A Picture Worth a Thousand Words
Like Eisenstaedt’s V-J Day in Times Square or Widener’s Tank Man for generations previous, Stacey Abrams smiling maskless before a group of masked five-year-olds may be the defining image of the pandemic era in the United States.
Last week, Abrams was at Glennwood Elementary School to celebrate Black History Month. After reading aloud from Stacey’s Extraordinary Words (her “debut picture book“) Abrams stepped away from the lectern and sat crosslegged in front of a crowd of masked children for a photo-op.
When people noticed the photo, first tweeted by the Glennwood principal and subsequently retweeted by Abrams, Abrams deleted the tweet and the principal deleted her account.

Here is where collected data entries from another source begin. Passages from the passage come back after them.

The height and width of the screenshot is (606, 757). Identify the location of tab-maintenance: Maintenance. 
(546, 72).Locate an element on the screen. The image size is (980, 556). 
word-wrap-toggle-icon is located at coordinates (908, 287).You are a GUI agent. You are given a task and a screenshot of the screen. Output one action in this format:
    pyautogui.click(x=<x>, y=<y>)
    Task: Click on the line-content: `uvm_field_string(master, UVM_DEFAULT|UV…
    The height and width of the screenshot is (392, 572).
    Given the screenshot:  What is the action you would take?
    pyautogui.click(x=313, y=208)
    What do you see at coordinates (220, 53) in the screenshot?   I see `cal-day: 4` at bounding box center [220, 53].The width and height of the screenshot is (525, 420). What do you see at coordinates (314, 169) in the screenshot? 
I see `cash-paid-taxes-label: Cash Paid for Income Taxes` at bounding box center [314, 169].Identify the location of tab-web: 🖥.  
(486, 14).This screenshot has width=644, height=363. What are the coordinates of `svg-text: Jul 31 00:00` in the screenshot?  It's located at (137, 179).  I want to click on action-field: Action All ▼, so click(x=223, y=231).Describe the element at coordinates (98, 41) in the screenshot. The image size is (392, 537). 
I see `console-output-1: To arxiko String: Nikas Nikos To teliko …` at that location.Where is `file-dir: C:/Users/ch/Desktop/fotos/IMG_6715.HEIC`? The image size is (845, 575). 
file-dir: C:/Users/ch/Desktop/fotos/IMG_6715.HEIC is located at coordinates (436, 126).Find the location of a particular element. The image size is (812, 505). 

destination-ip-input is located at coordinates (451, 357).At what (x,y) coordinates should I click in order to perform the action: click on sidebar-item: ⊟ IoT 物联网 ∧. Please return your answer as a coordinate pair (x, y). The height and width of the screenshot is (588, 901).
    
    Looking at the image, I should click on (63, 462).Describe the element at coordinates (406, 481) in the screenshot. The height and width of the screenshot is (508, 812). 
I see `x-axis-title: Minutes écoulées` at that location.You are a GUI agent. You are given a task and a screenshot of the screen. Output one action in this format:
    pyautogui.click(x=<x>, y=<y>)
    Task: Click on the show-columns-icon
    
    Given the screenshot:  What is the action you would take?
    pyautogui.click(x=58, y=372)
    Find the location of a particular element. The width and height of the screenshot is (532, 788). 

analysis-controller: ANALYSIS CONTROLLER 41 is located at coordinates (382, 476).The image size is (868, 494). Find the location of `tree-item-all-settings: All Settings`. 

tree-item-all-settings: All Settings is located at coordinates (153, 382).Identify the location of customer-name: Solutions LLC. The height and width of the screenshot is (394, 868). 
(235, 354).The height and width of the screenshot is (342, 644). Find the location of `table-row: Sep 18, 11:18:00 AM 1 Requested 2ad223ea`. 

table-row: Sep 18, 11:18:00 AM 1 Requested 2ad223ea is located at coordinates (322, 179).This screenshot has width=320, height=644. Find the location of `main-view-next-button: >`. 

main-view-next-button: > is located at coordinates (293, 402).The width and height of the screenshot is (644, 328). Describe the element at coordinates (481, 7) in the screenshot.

But people took screenshots and observed the obvious—of all the people gathered in that classroom, not one was at greater visible risk from the coronavirus than the would-be governor of Georgia.
Rather than apologize, the Abrams campaign released a series of statements denouncing its critics as “shameful” and accusing them of using “a Black History Month reading event for Georgia children as the impetus for a false political attack.”
The “attack” was not “false,” and eventually Abrams went on CNN to apologize.
“Protocols matter. Protecting our kids is the most important thing, and anything that can be perceived as undermining that is a mistake, and I apologize,” she said after a series of equivocations. Asked if she still supported mask mandates in schools, she said she did, adding that Georgia is “not in a place” to drop its mandates because the state has “one of the lowest vaccination rates in the country.”
Setting aside the shamelessness of Abrams’s response, a state’s relative vaccination rate has nothing to do with the question of whether children in that state should be required to wear masks in school. The coronavirus poses virtually no risk to the overwhelming majority of children. Every teacher—every adult, for that matter— in the state of Georgia who wants to get the vaccine has had the opportunity to do so. And the vaccines reduce an individual’s likelihood of hospitalization and death but do not meaningfully prevent transmission. Cloth masks offer little protection against the virus. The costs of masking children—particularly young children and those with disabilities—is enormous. Abrams should have apologized for her hypocrisy, but her greater sin is to persist in defending an indefensible policy.